Wednesday, January 9, 2013

New Boswell's Best--Saunders, Pidgeon, Chevalier, Askew, Jensen.

The big news this week was George Sanders's new story collection, Tenth of December (Random House). Before we could turn around, all our copies (signed) were sold, with one left on hold for a bookseller. The New York Times article (Joel Lovell called it the best book of 2013) also wiped out the wholesalers. I guess I should have recalled the great enthusiasm for Pastoralia and CivilWarLand in Bad Decline, and I guess a long time between books and a higher profile publisher makes all the difference. We should have books back in stock as soon as Jason can source some--it will still be on Boswell's Best when it returns, so you can let us call you when it comes in.

I started reading Sean Pidgeon's Finding Camlann in manuscript last spring, where I supposed to meet him for a dinner put together by W.W.Norton. But I missed my plane, and that left me arriving just as the dinner was ending. The novel, written by a John Wiley exec, is about Donald Gladstone and Julia Llewellyn's search fort he origins of King Arthur. Rebecca Goldstein writes: "Finding Camlann delivers a wallop of pleasure to both the head and hte heart. It is suffused with an irresistible sense of mystery, about the unknowable past and about the inner truth of those we love." I've read a few bloggers who were intrigued by the comparisons to A.S. Byatt's Possession, but didn't have a quotable outcome. We'll see what the reviewers say.

The new Tracy Chevalier, The Last Runaway (Dutton), has a different sort of feel, at least from the jacket. It's a about a young Quaker woman drawn into the clandestine activities of the Underground Railroad. Patty Rhule in USA Today found the story "well told and engrossing." She continued: "Popular culture's current fascination with the corrosive effect of slavery can be seen in the hit movies Lincoln and Django Unchained. With compelling characters and swift pacing, The Last Runaway adds a worthy new chapter to a story that has consumed generations."

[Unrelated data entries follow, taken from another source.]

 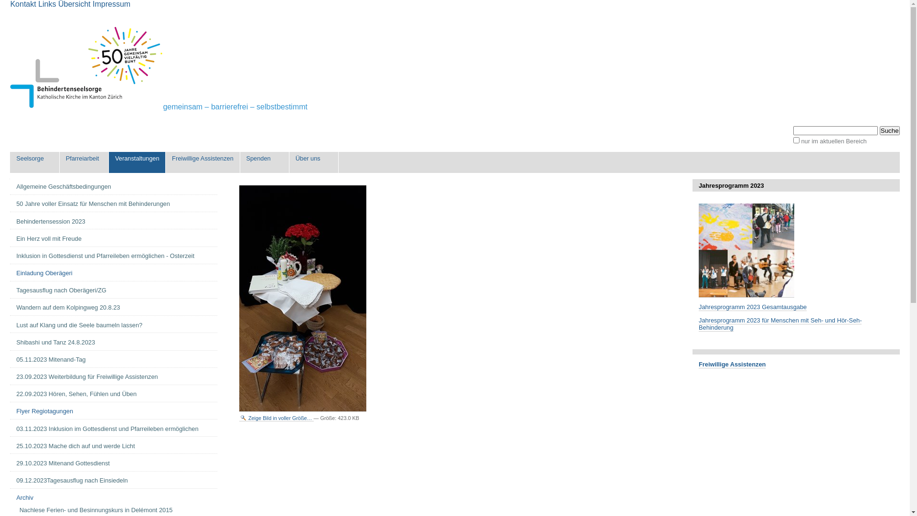 What do you see at coordinates (114, 411) in the screenshot?
I see `Flyer Regiotagungen` at bounding box center [114, 411].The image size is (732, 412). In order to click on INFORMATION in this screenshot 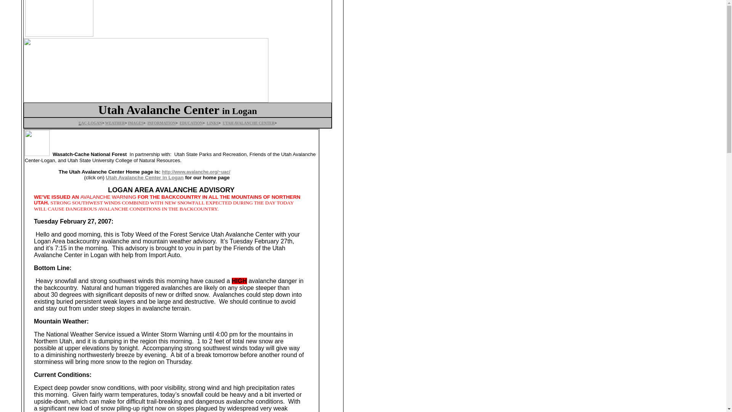, I will do `click(162, 123)`.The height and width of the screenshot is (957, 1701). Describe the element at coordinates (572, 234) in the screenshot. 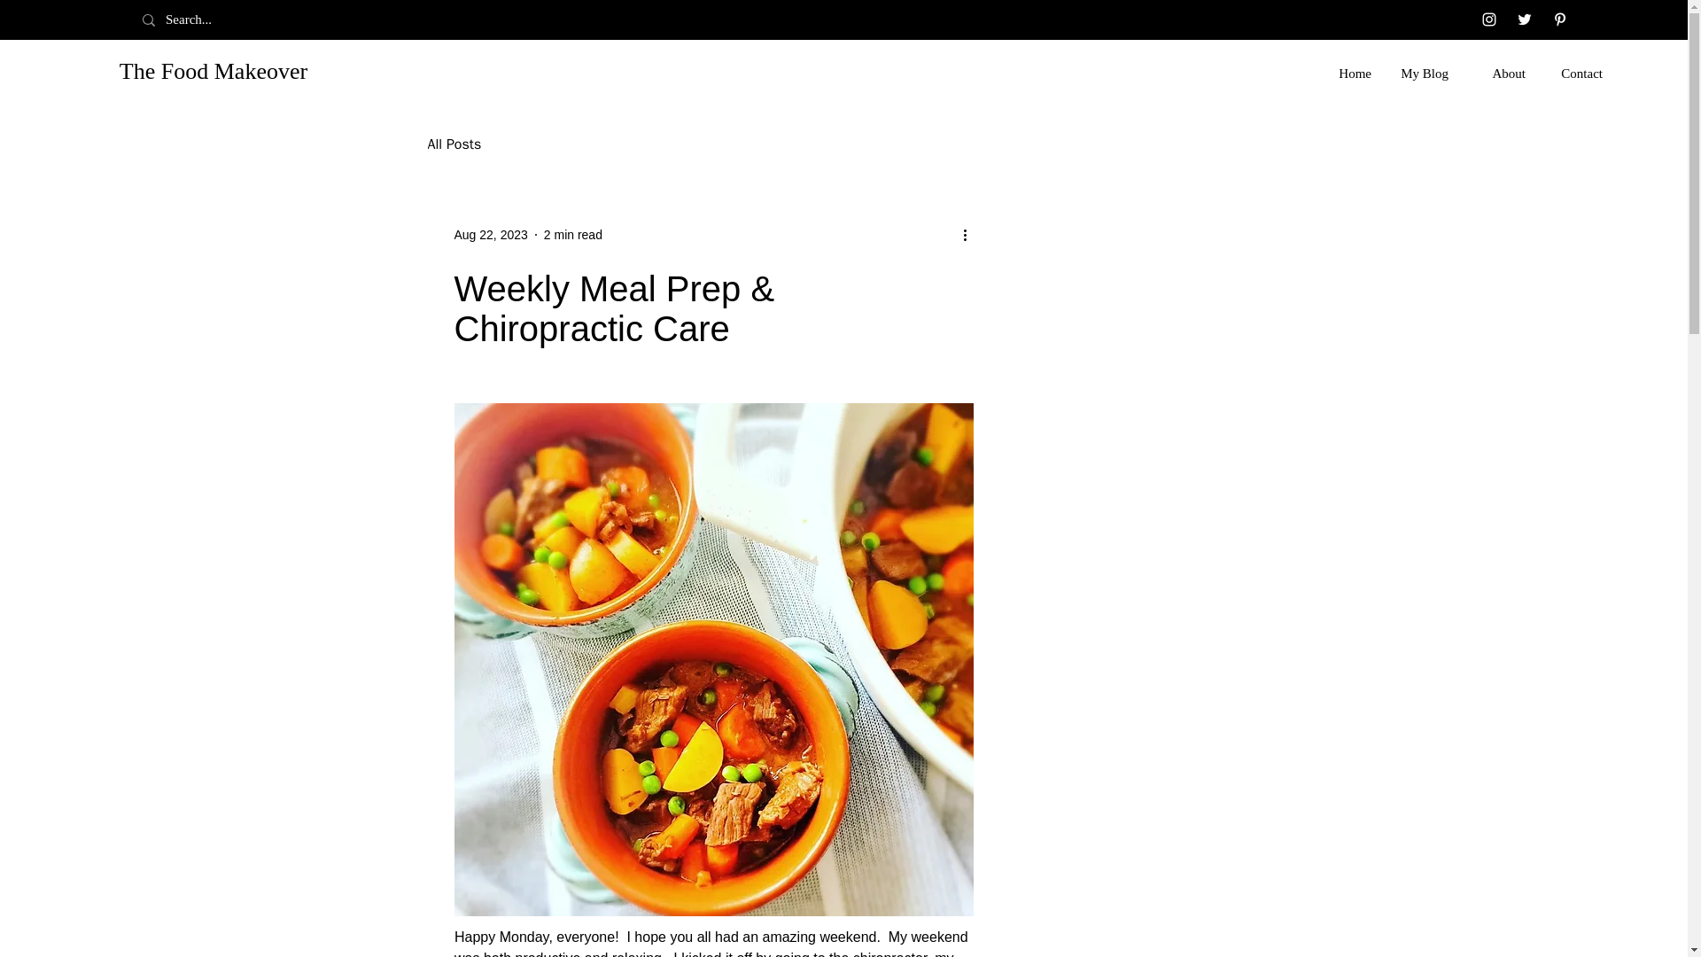

I see `2 min read` at that location. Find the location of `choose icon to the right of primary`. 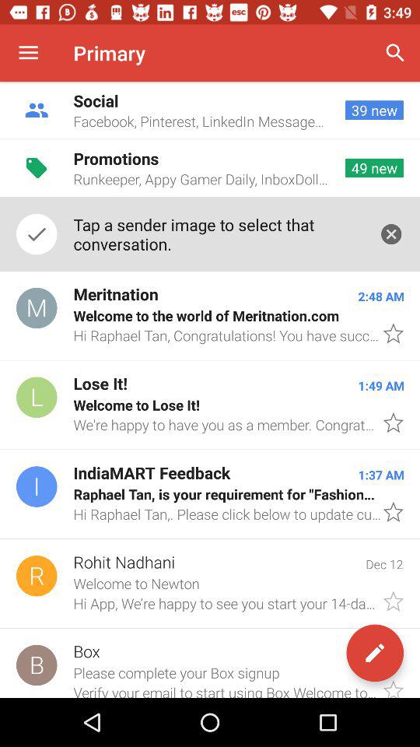

choose icon to the right of primary is located at coordinates (395, 53).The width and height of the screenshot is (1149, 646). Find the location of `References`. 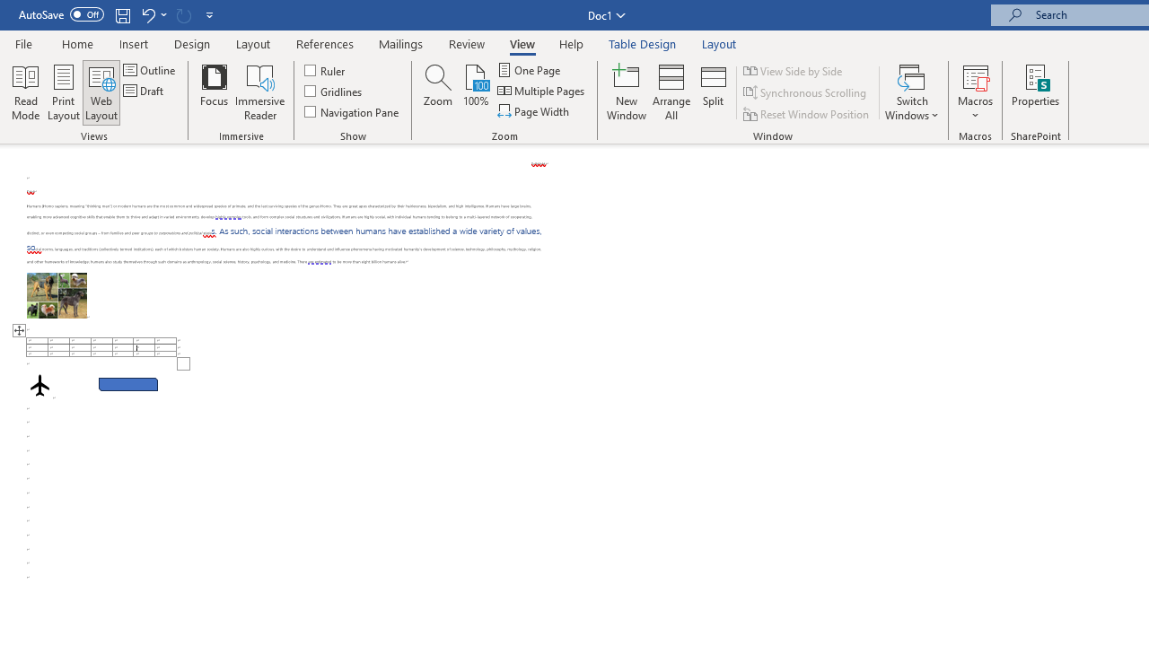

References is located at coordinates (325, 43).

When I see a book with quotes from Adriana Trigiani and Ben Fountain, I'm not sure what to expect. But Rilla Askew's new novel, Kind of Kin (Ecco), has that and Luis Alberto Urrea, and four of my favorite booksellers--Paul Ingram from Prairie Lights, Sheryl Cotleur from Copperfield's, Emily Russo from Greenlight, and Roberta Rubin from The Book Stall. Rubin said "I cried, and laughed, and then cried again...Its moral conscience tapped the core of my being." The story revolves around a man sent to prison for harboring undocumented migrant workers in Oklahoma. This would be a nice jump from Hector Tobar's The Barbarian Nurseries, and I'm tempted to drop everything and start reading now, only I'm in the middle of Nancy Kricorian's new novel (All the Light There Was, due in March) and I am one of those one-at-a-time kind of readers.  But it can certainly go on the pile. Who am I kidding? It was already on the pile.

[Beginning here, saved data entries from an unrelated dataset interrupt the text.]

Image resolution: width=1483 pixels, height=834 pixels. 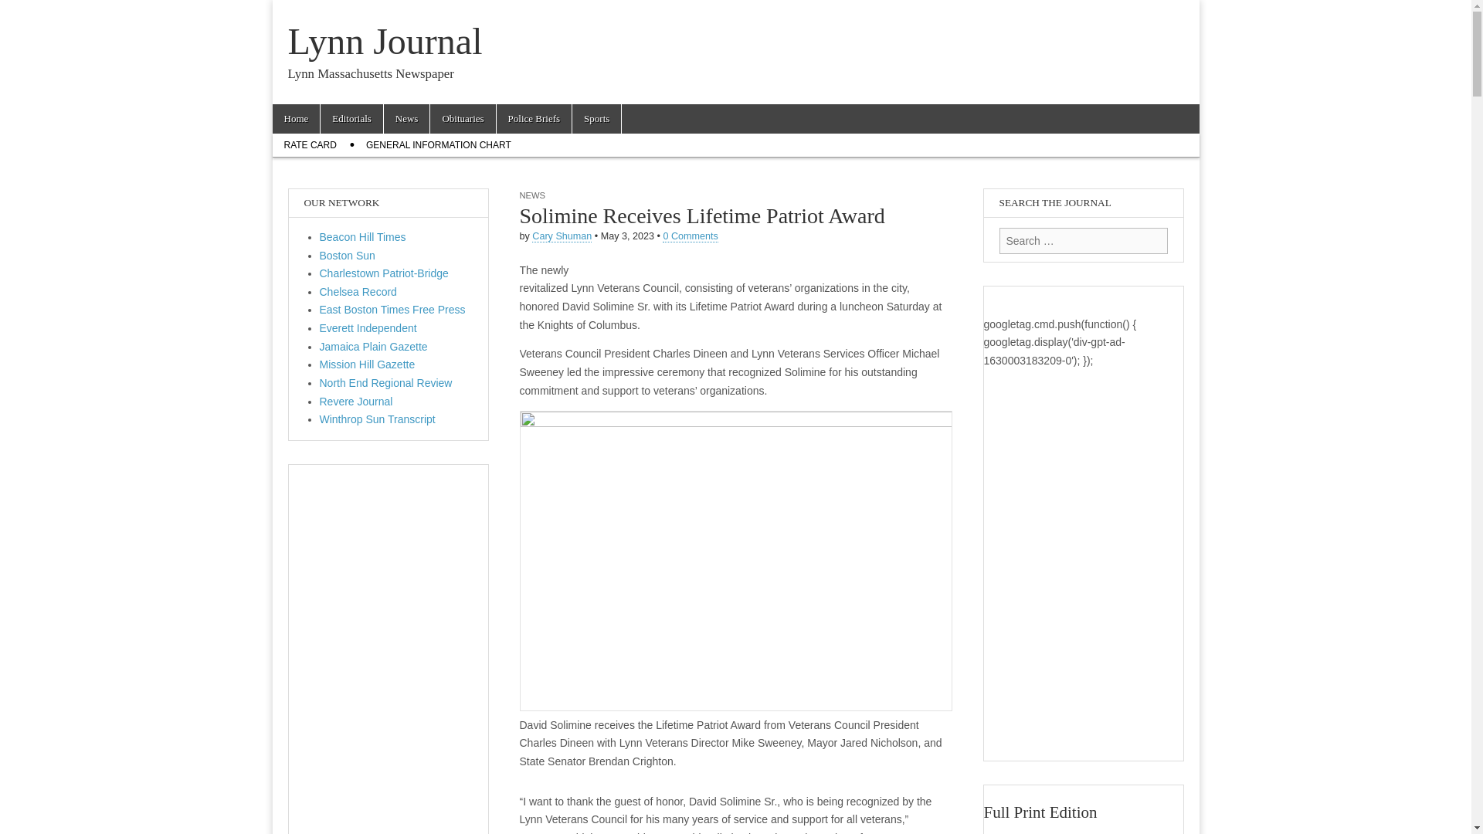 What do you see at coordinates (596, 119) in the screenshot?
I see `Sports` at bounding box center [596, 119].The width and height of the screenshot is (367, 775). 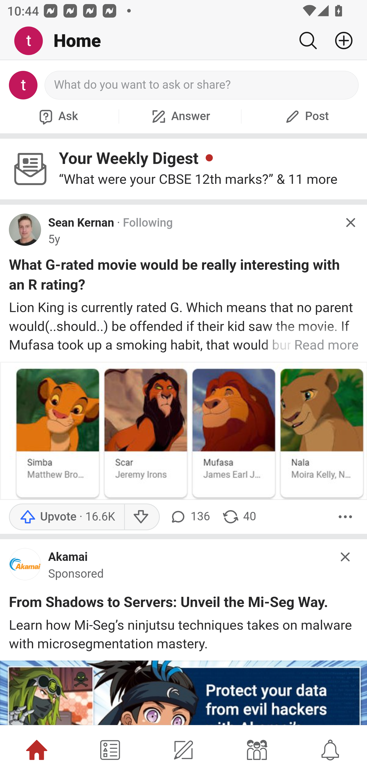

And finally, Liz Jensen's new novel, The Uninvited (Bloomsbury) follows Hesketh Lock, trying to figure out how a bizarre scandal in the Taiwanese timber industry ties into a series of gruesome murders, not of children, but by children. It's sort of a dystopian psychological thriller. Oh, and did I mention Lock is on the Spectrum? All the London papers are raving, from the Guardian to the Sunday Times. And here's a quote from the Independent: As difficult to read as it is to put down, The Uninvited is a masterclass in creepiness – as unsettling as Margaret Atwood or Kazuo Ishiguro but with modern detail such as Skype calls, industrial espionage and Twitter."

Have Jason or Greg or Mel read Jensen's newest? I think they'd love it. Later note: it turns out that Stacie read it. I asked her if I could recommend to folks who like The Ring, the Japanese horror novel. Yes, and it also has a global warming angle.

All the books are Boswell's Best, at least through the 14th.